I reviewed the Carnegie Hall gig for a Manila daily and, begging the reader’s indulgence, let me quote a bit from that review:
“But why would a well-known Scot-American rocker be drawn to Imelda? Byrne writes in the program that he was drawn by her ‘timeless story of power, politics, and psychological needs.’ He also notes that ‘this song cycle wants to evolve into something somewhat undefined, but surely more theatrical.’ The telling phrase here, to me, is ‘somewhat undefined,’ accurately encapsulating not so much the night’s musical performance but its content.”
That something is now a bit more clearly defined, but not by much. Leaving aside for the moment, any lack of examination of Imelda’s culpability in wrecking a country’s economy, her calloused behavior towards the brutalities regularly inflicted on the body politic, as well as in the creation of a multitude of bodies never to rise again, and her narcissism brought to new highs (or lows)—wouldn’t such scrutiny come under the rubric of psychological needs?—this is psychology lite, and much less filling than the music.
Indeed, you can’t go wrong if all you seek is the music, the intricate layers of beats that Fatboy Slim laid down to re-create the clubby, disco feel of the 1970s.
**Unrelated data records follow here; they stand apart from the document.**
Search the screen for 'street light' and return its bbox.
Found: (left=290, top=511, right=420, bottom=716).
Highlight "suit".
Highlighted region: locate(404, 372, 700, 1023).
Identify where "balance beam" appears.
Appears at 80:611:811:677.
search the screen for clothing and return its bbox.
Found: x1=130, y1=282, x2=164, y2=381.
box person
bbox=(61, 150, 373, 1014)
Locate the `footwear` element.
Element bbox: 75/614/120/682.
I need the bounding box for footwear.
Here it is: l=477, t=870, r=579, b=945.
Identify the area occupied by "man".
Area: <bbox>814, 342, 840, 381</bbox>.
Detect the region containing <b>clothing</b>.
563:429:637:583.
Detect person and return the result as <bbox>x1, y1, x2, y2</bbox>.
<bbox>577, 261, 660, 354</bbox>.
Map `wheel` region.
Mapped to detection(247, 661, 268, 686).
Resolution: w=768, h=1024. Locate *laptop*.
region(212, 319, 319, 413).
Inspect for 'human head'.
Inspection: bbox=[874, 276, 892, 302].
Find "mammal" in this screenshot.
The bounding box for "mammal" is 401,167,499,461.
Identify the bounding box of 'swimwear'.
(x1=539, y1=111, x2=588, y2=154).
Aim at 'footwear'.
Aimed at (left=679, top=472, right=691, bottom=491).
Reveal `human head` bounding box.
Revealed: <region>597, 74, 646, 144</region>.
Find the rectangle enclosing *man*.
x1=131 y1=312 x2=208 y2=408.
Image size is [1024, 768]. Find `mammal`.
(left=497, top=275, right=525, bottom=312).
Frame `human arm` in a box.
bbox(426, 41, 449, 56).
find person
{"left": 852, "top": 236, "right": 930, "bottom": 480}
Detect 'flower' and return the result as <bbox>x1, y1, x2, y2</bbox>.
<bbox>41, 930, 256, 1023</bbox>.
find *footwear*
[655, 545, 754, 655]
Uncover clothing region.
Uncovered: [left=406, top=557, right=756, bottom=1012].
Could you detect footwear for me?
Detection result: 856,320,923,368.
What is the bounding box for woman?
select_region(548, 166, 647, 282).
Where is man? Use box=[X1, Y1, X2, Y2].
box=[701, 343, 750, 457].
Imelda watchers know that she loved disco, particularly as an arena where she could spin with the social and political elites in the U.S. The 1970s were also a time when the Marcoses were at the height of their power. “Dancing Together” (Sharon Jones on vocals) displays the arriviste’s ambivalent joy at the company she keeps on the dance floor, Warhol, Oleg Cassini, the Rockefellers, Margot Fonteyn and the Queen of Spain, among others. There are references to rocking with George—clearly, George Hamilton, a favorite Imelda celeb who returned the favor by testifying at Imelda’s federal trial in 1990, about how like a mother she was.
Byrne understandably steers clear of certain clichéd images that have come to mark the public persona of Imelda: the shoes, the bulletproof bras, the mania for shopping. He’s savvy enough to know that that leads down the well-worn path of cheap tricks and little insight. He also steers clear of a conventional narrative, instead zeroing in on the emotional moods. For Byrne, in his written introduction to the set, history can be “a series of collective moods and emotions as well” and that those “emotions are sometimes lost to us.”